Sunday, May 30, 2004

Weapons of Mass Distraction?


The New York Times examines why it trumpeted the lies

As one reader asked, "Will your column this Sunday address why the NYT buried its editors' note - full of apologies for burying stories on A10 - on A10?"

The failure was not individual, but institutional.


War requires an extra standard of care, not a lesser one. But in The Times's W.M.D. coverage, readers encountered some rather breathless stories built on unsubstantiated "revelations" that, in many instances, were the anonymity-cloaked assertions of people with vested interests. Times reporters broke many stories before and after the war - but when the stories themselves later broke apart, in many instances Times readers never found out.

The contract between a reporter and an unnamed source - the offer of information in return for anonymity - is properly a binding one. But I believe that a source who turns out to have lied has breached that contract, and can fairly be exposed. The victims of the lie are the paper's readers, and the contract with them supersedes all others. (See Chalabi, Ahmad, et al.) Beyond that, when the cultivation of a source leads to what amounts to a free pass for the source, truth takes the fall. A reporter who protects a source not just from exposure but from unfriendly reporting by colleagues is severely compromised.(While I'm on the subject: Readers were never told that Chalabi's niece was hired in January 2003 to work in The Times's Kuwait bureau. She remained there until May of that year.)

A dysfunctional system enabled some reporters operating out of Washington and Baghdad to work outside the lines of customary bureau management.

In 1920, Walter Lippmann and Charles Merz wrote that The Times had missed the real story of the Bolshevik Revolution because its writers and editors "were nervously excited by exciting events." That could have been said about The Times and the war in Iraq. The excitement's over; now the work begins.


What this task involves = Keep the images out while you retype all of the data exactly.

Records for the exercise =

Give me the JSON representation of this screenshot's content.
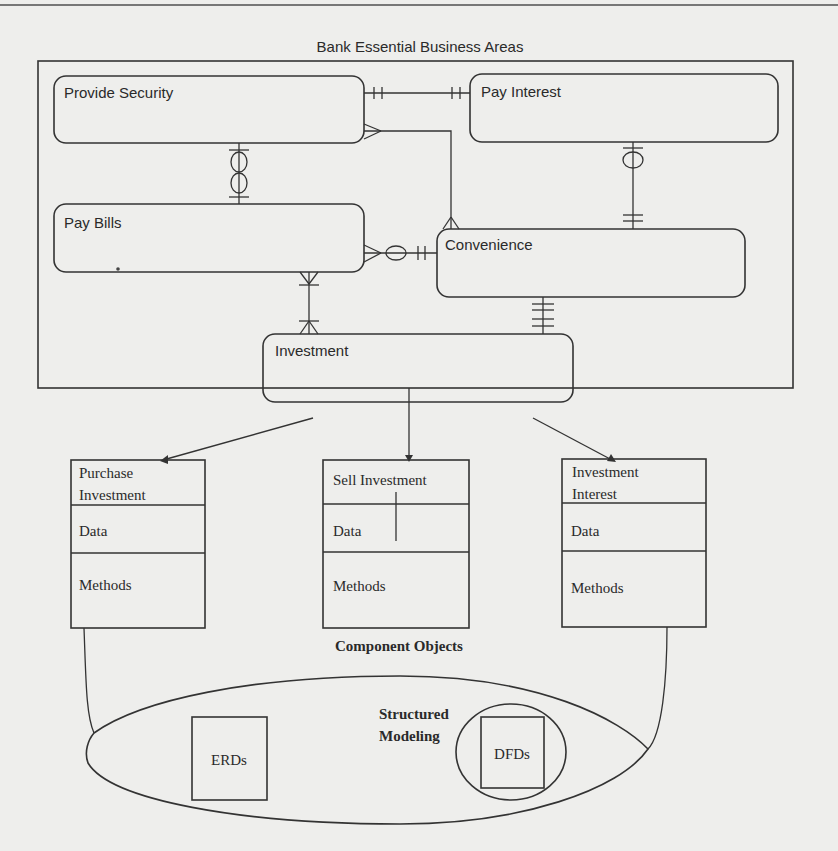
{
  "diagram": {
    "title": "Bank Essential Business Areas",
    "entities": [
      {
        "id": "provide-security",
        "label": "Provide Security"
      },
      {
        "id": "pay-interest",
        "label": "Pay Interest"
      },
      {
        "id": "pay-bills",
        "label": "Pay Bills"
      },
      {
        "id": "convenience",
        "label": "Convenience"
      },
      {
        "id": "investment",
        "label": "Investment"
      }
    ],
    "relationships": [
      {
        "from": "Provide Security",
        "to": "Pay Interest",
        "from_end": "one-and-only-one",
        "to_end": "one-and-only-one"
      },
      {
        "from": "Provide Security",
        "to": "Convenience",
        "from_end": "many",
        "to_end": "many"
      },
      {
        "from": "Provide Security",
        "to": "Pay Bills",
        "from_end": "zero-or-one",
        "to_end": "zero-or-one"
      },
      {
        "from": "Pay Interest",
        "to": "Convenience",
        "from_end": "zero-or-one",
        "to_end": "one-and-only-one"
      },
      {
        "from": "Pay Bills",
        "to": "Convenience",
        "from_end": "many",
        "to_end": "zero-or-one (one)"
      },
      {
        "from": "Pay Bills",
        "to": "Investment",
        "from_end": "one-or-many",
        "to_end": "one-or-many"
      },
      {
        "from": "Convenience",
        "to": "Investment",
        "from_end": "one-and-only-one",
        "to_end": "one-and-only-one"
      }
    ],
    "component_objects": {
      "label": "Component Objects",
      "objects": [
        {
          "name_line1": "Purchase",
          "name_line2": "Investment",
          "data_label": "Data",
          "methods_label": "Methods"
        },
        {
          "name_line1": "Sell Investment",
          "name_line2": "",
          "data_label": "Data",
          "methods_label": "Methods"
        },
        {
          "name_line1": "Investment",
          "name_line2": "Interest",
          "data_label": "Data",
          "methods_label": "Methods"
        }
      ]
    },
    "structured_modeling": {
      "label_line1": "Structured",
      "label_line2": "Modeling",
      "items": [
        "ERDs",
        "DFDs"
      ]
    }
  }
}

Output for this task =
Give me the JSON representation of this screenshot's content.
{
  "diagram": {
    "title": "Bank Essential Business Areas",
    "entities": [
      {
        "id": "provide-security",
        "label": "Provide Security"
      },
      {
        "id": "pay-interest",
        "label": "Pay Interest"
      },
      {
        "id": "pay-bills",
        "label": "Pay Bills"
      },
      {
        "id": "convenience",
        "label": "Convenience"
      },
      {
        "id": "investment",
        "label": "Investment"
      }
    ],
    "relationships": [
      {
        "from": "Provide Security",
        "to": "Pay Interest",
        "from_end": "one-and-only-one",
        "to_end": "one-and-only-one"
      },
      {
        "from": "Provide Security",
        "to": "Convenience",
        "from_end": "many",
        "to_end": "many"
      },
      {
        "from": "Provide Security",
        "to": "Pay Bills",
        "from_end": "zero-or-one",
        "to_end": "zero-or-one"
      },
      {
        "from": "Pay Interest",
        "to": "Convenience",
        "from_end": "zero-or-one",
        "to_end": "one-and-only-one"
      },
      {
        "from": "Pay Bills",
        "to": "Convenience",
        "from_end": "many",
        "to_end": "zero-or-one (one)"
      },
      {
        "from": "Pay Bills",
        "to": "Investment",
        "from_end": "one-or-many",
        "to_end": "one-or-many"
      },
      {
        "from": "Convenience",
        "to": "Investment",
        "from_end": "one-and-only-one",
        "to_end": "one-and-only-one"
      }
    ],
    "component_objects": {
      "label": "Component Objects",
      "objects": [
        {
          "name_line1": "Purchase",
          "name_line2": "Investment",
          "data_label": "Data",
          "methods_label": "Methods"
        },
        {
          "name_line1": "Sell Investment",
          "name_line2": "",
          "data_label": "Data",
          "methods_label": "Methods"
        },
        {
          "name_line1": "Investment",
          "name_line2": "Interest",
          "data_label": "Data",
          "methods_label": "Methods"
        }
      ]
    },
    "structured_modeling": {
      "label_line1": "Structured",
      "label_line2": "Modeling",
      "items": [
        "ERDs",
        "DFDs"
      ]
    }
  }
}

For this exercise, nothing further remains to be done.